I was suprised at how developed Jim's author voice is for his first book. The introduction is a bit shocking, as it is quite revealing. Once you crawl out of deep revelations of his humanity - a good story continues to unfold. Sometimes his story telling is an art form, like the careful introduction of scripture, and others it seems like he has pulled out a soap box. He cares his self-honesty through the book as well, where usually it is a push in the beginning or at the beginning of major topics, he sprinkles it throughout the book. I found moments where I bonded over moments and cried over touching scenes.

That being said - I do agree with Brian Maclaren's assessment. Except it was too jaded - I connect with Jim's writings more than Donald Miller's. Their style is different so it is probably a preferance issue, but it seems like Miller is speaking to the big "church" and allows you to pull it down to where you are and Palmer is speaking to the individual who has been lost in the shadows of the church. He "sheds" the system and does it well.

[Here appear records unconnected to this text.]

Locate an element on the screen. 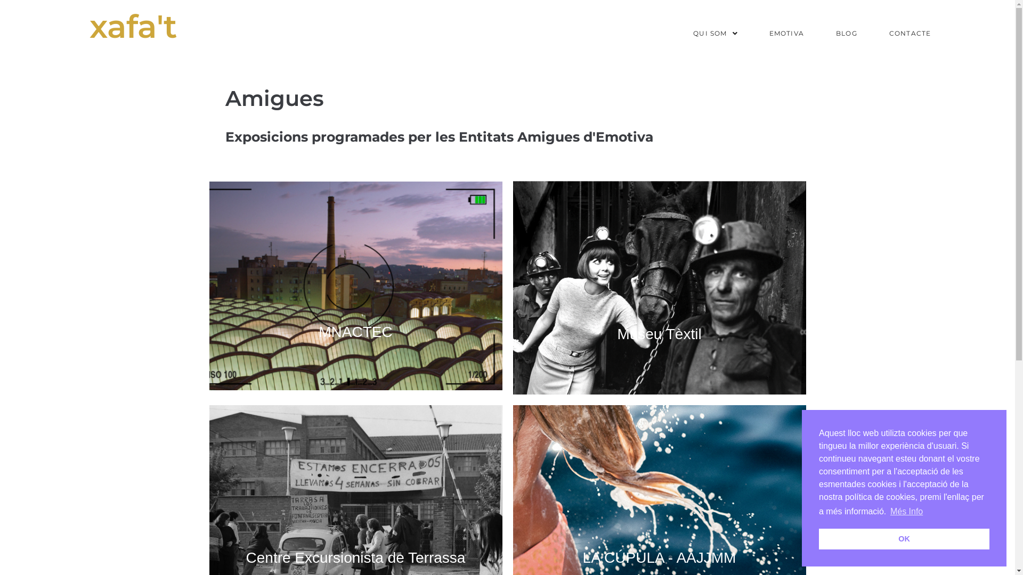 This screenshot has height=575, width=1023. xafa't is located at coordinates (133, 27).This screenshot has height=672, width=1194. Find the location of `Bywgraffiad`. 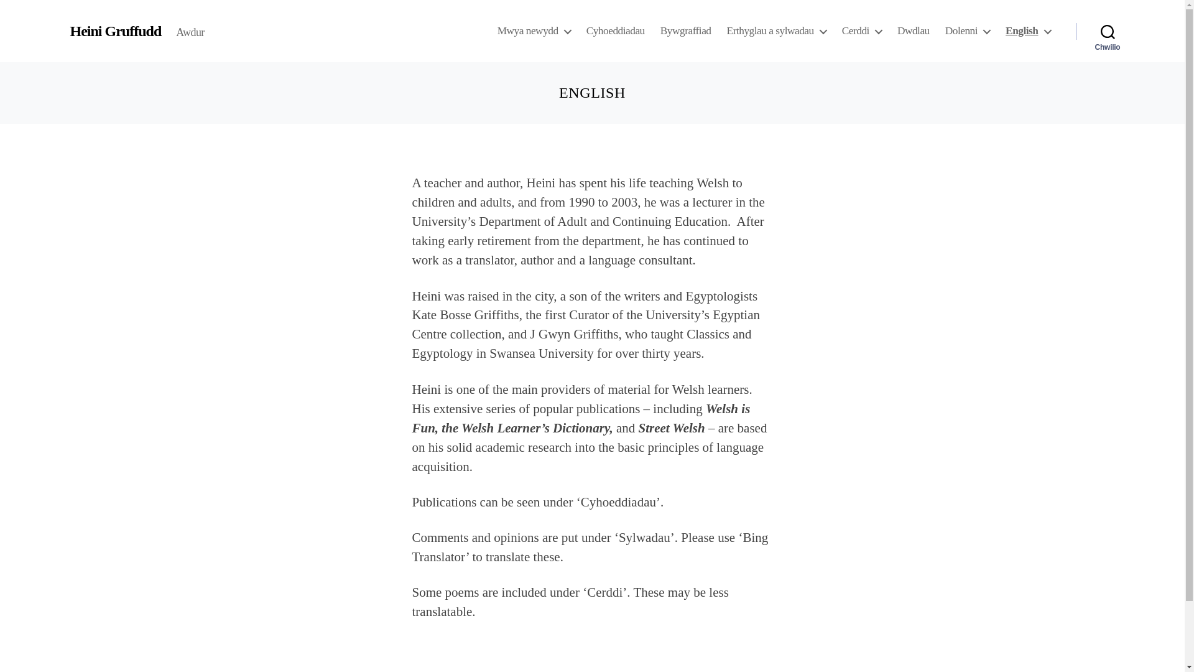

Bywgraffiad is located at coordinates (685, 31).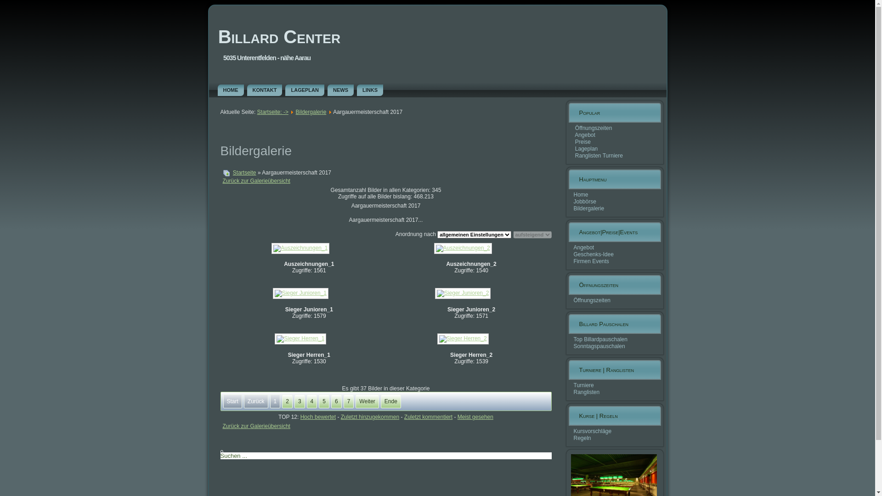 The image size is (882, 496). I want to click on Billard Center, so click(279, 37).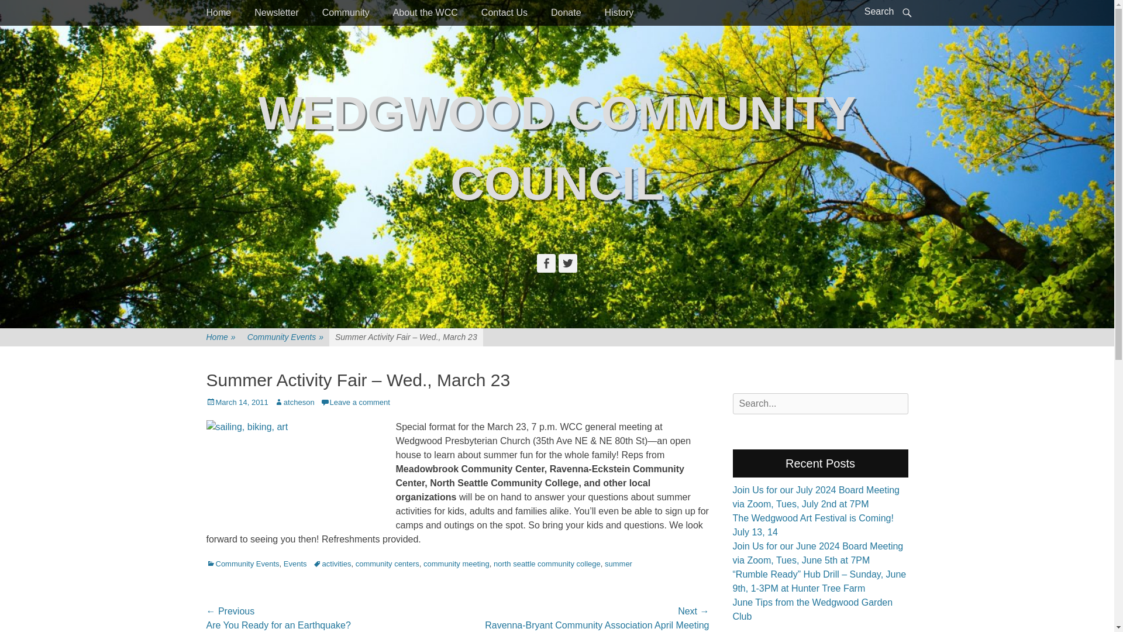  Describe the element at coordinates (276, 13) in the screenshot. I see `Newsletter` at that location.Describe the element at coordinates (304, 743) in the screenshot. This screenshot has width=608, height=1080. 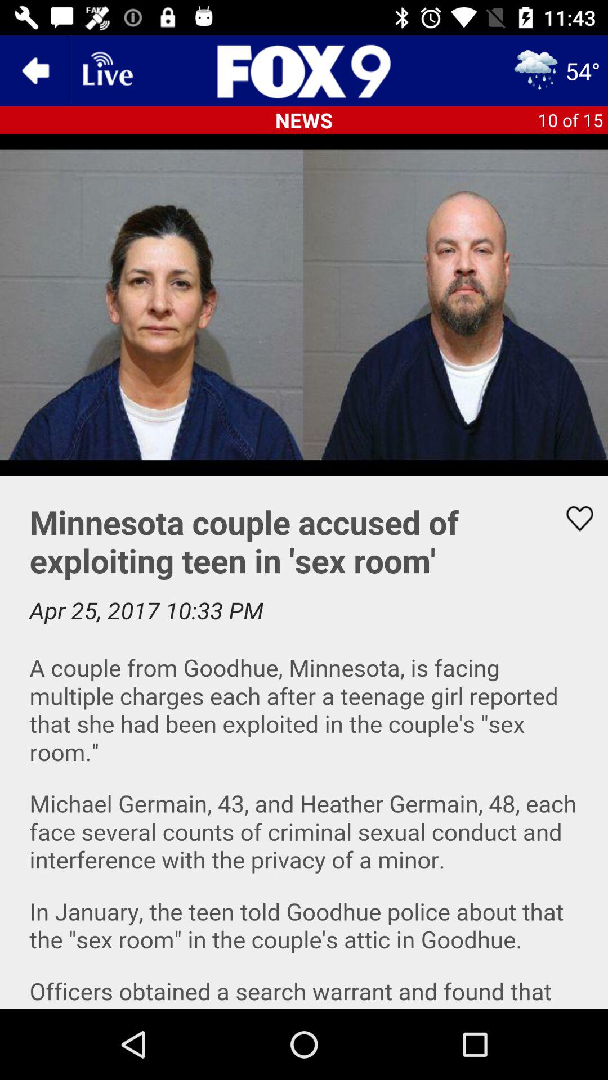
I see `open full story` at that location.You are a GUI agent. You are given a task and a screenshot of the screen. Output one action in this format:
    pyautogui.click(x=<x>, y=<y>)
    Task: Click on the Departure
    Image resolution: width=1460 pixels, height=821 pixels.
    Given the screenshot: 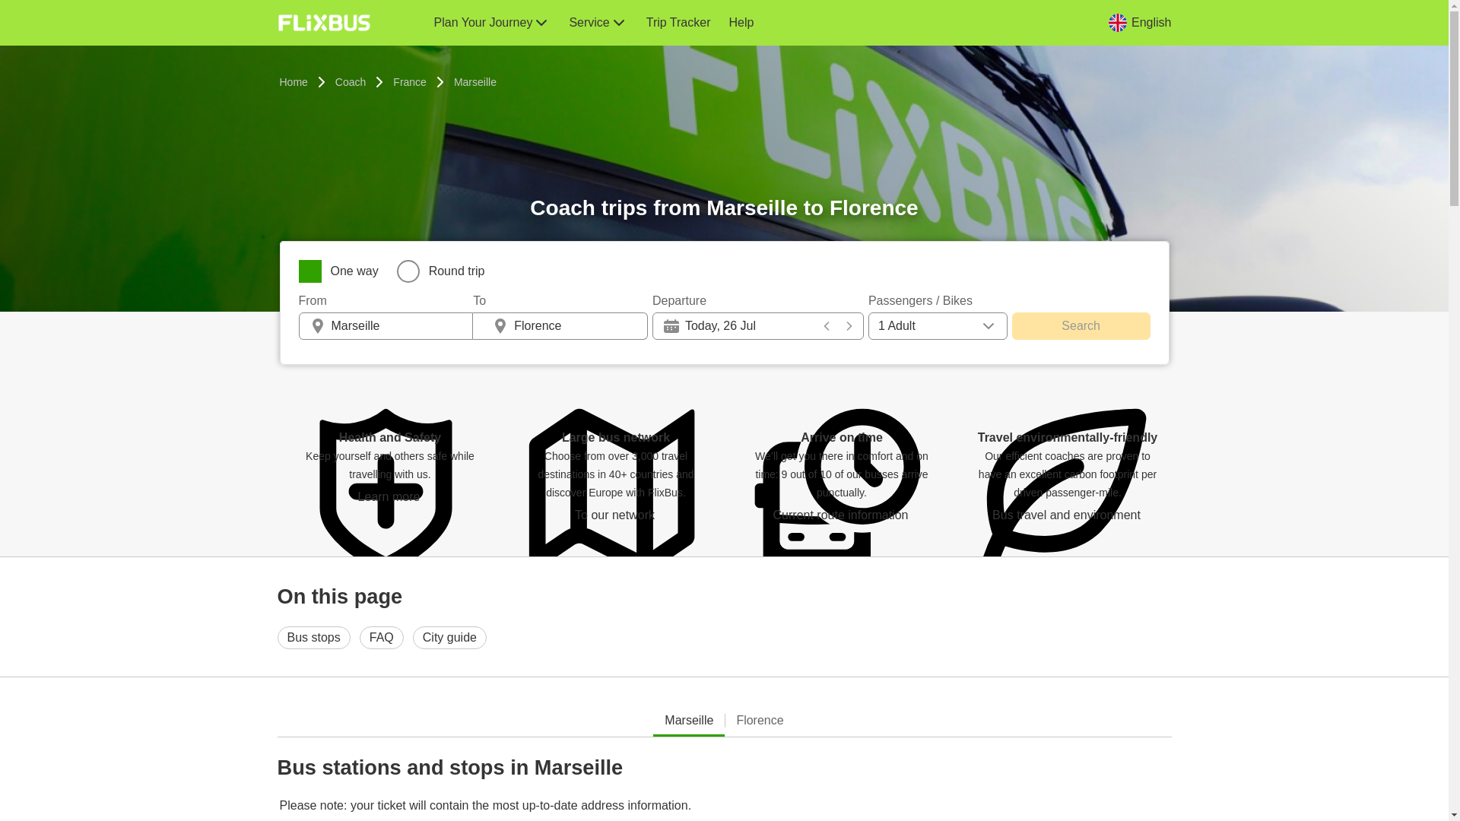 What is the action you would take?
    pyautogui.click(x=758, y=301)
    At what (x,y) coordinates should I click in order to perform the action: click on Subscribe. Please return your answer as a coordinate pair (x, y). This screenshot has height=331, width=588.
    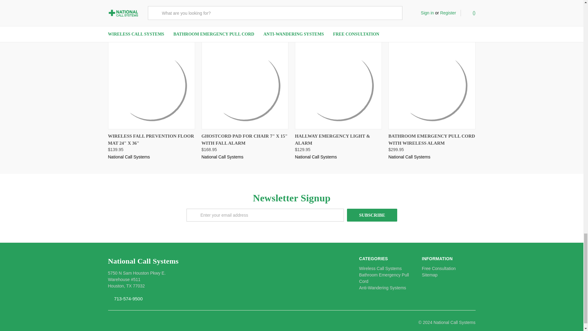
    Looking at the image, I should click on (372, 215). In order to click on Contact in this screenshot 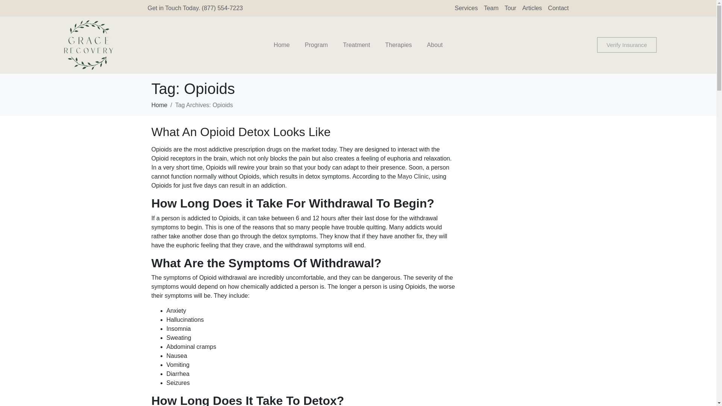, I will do `click(558, 8)`.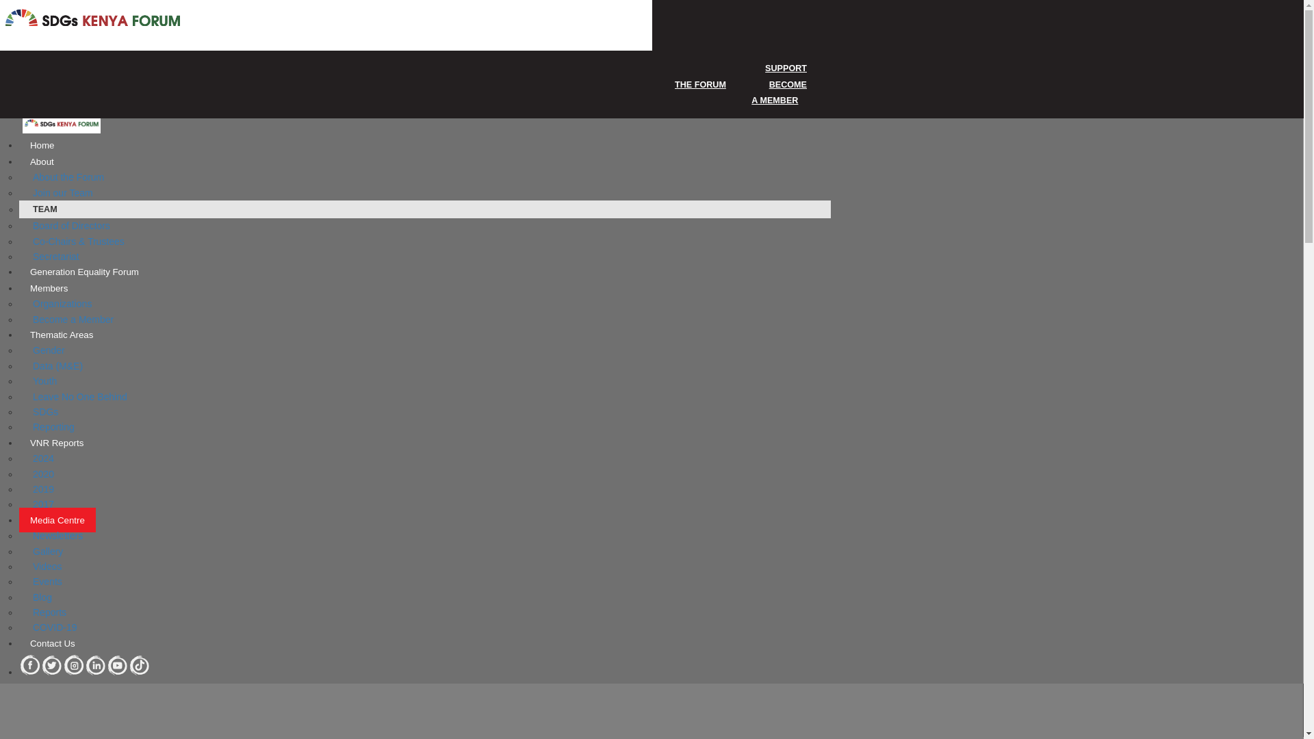 The image size is (1314, 739). I want to click on Reporting, so click(53, 427). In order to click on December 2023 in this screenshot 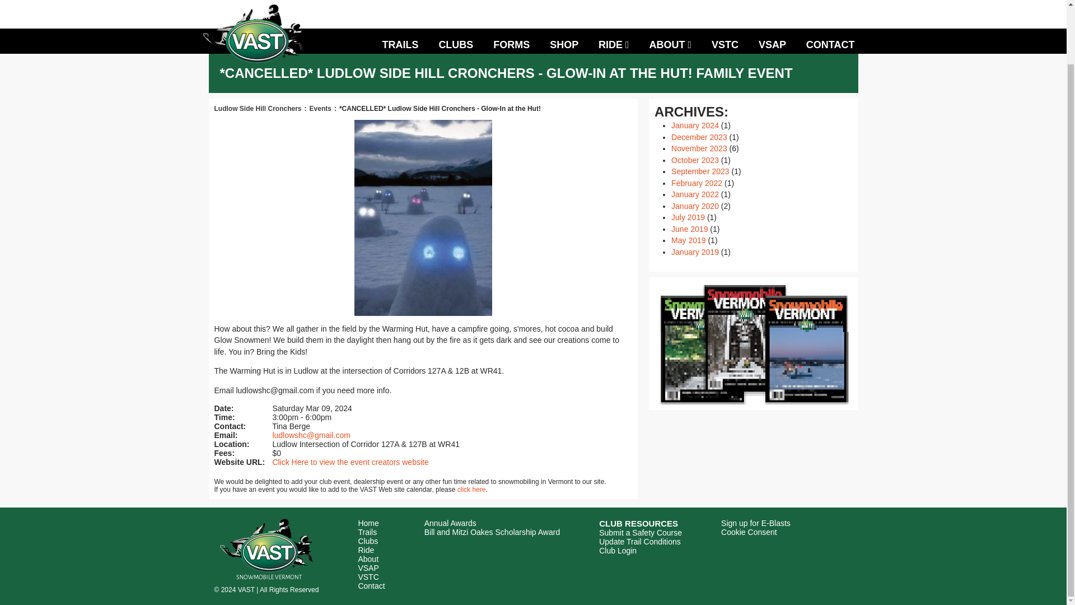, I will do `click(699, 137)`. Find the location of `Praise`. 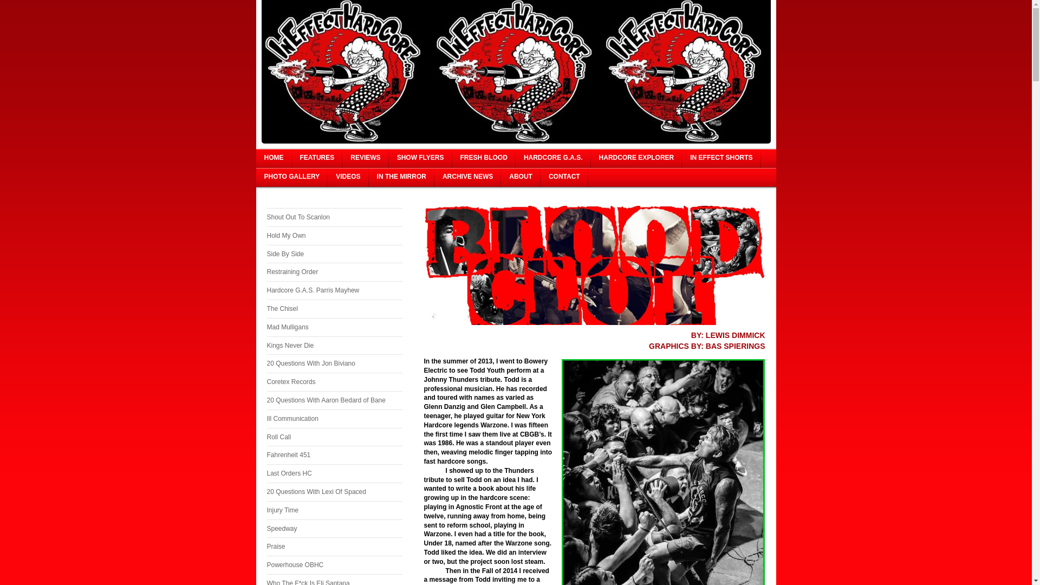

Praise is located at coordinates (334, 547).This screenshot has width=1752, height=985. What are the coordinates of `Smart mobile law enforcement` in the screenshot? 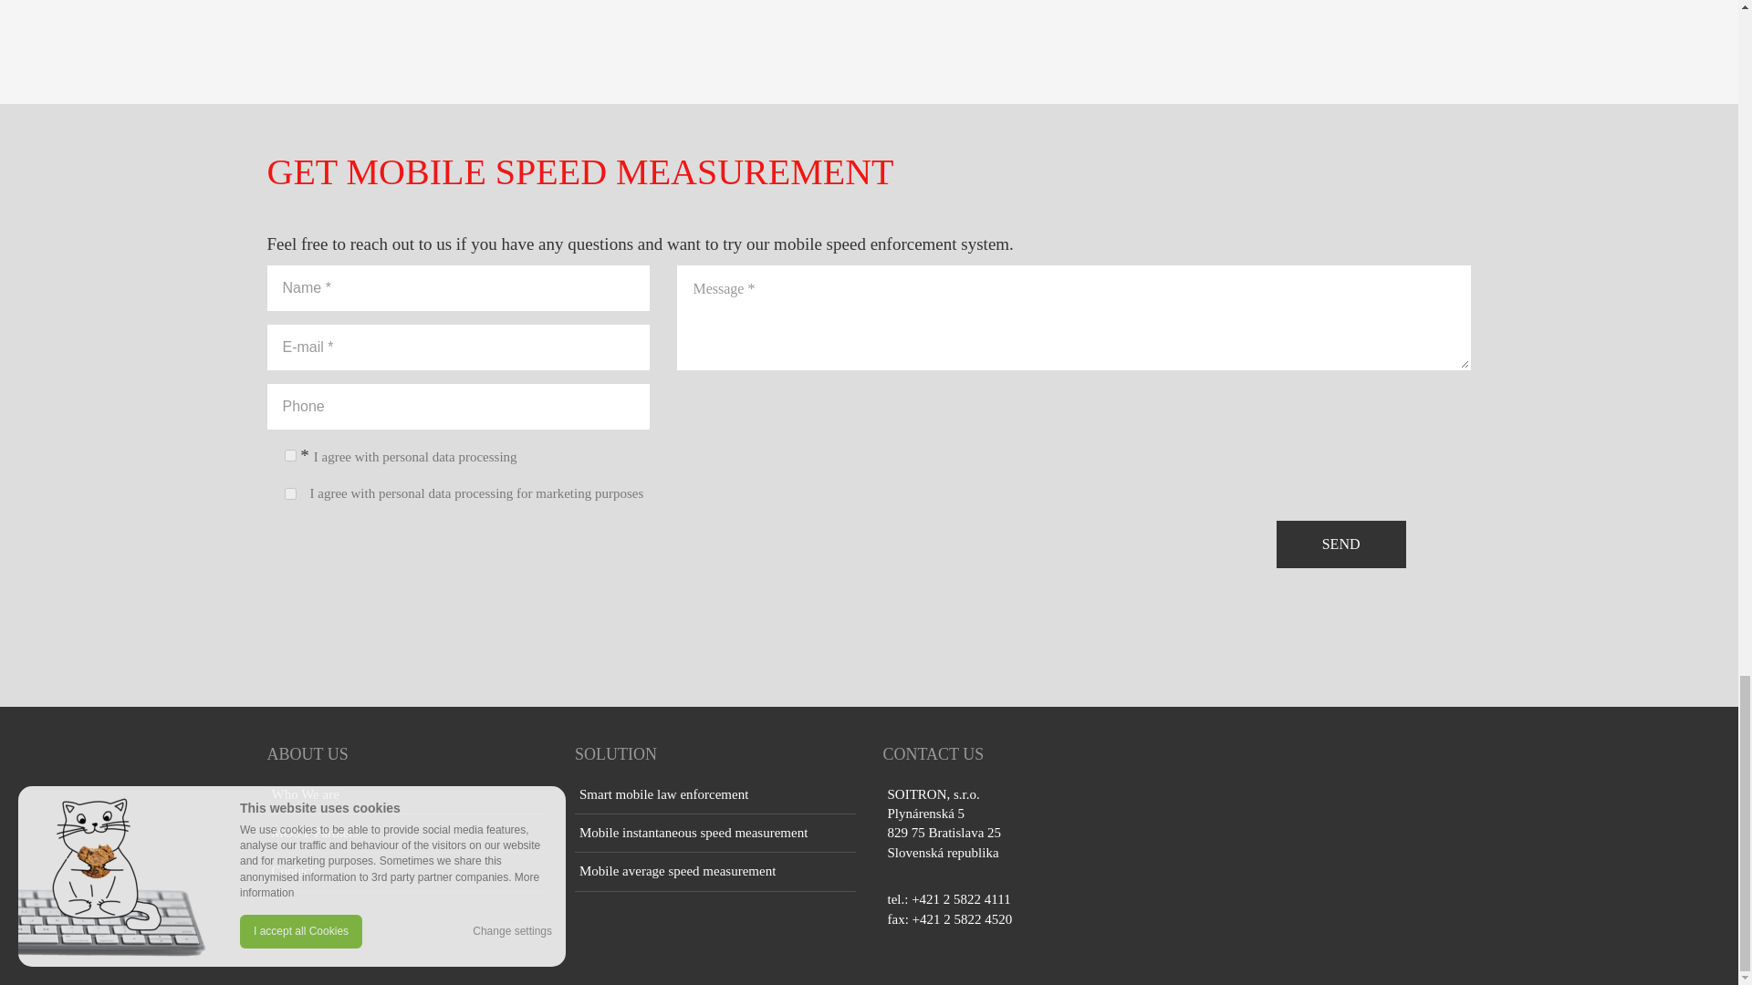 It's located at (715, 796).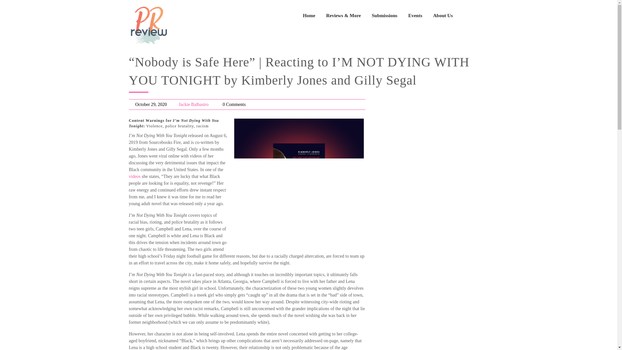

I shipped my sister a copy a few minutes ago. I look forward to his next book. So like I said 5 stars.

Christopher



5 out of 5 stars Questions worth asking...one man's journey.   October 7, 2006
 7 out of 7 found this review helpful

Divine Nobodies will touch the deepest most intimate parts of your being as Jim meanders through life discovering God within and through everyday folks...the divine nobodies of life. You'll cry, giggle, hmph, chuckle and ROFL. Shedding religion is messy business, albeit foundation shaking at times. Jim tells of encountering the round pegs, those questions and life situations that just don't fit into the neat and orderly square holes of religion:

What is church? What does it mean to be the church? If a loving parent wouldn't send their child to eternal hell, how could God? Why do bad things happen? What is our journey about as a child of God...is it about living the `perfect life' a striving for sinlessness? Just how far does God's grace go? Should believers do life with the "undesirables", homosexuals, adulterers, divorcees, alcoholics of the world or does being around "bad" apples spoil the whole bushel...just who are "undesirables" anyway? Is knowing about God the same as knowing God?

If you have an inkling there's something more to God than Sunday services and Wednesday night prayer meetings, pick up a copy of Divine Nobodies...Jim's story will fan that inkling into a knowing that will guide you to a deeper and more intimate relationship with God...and that `is' what life's about.

Read it...then give a copy to others.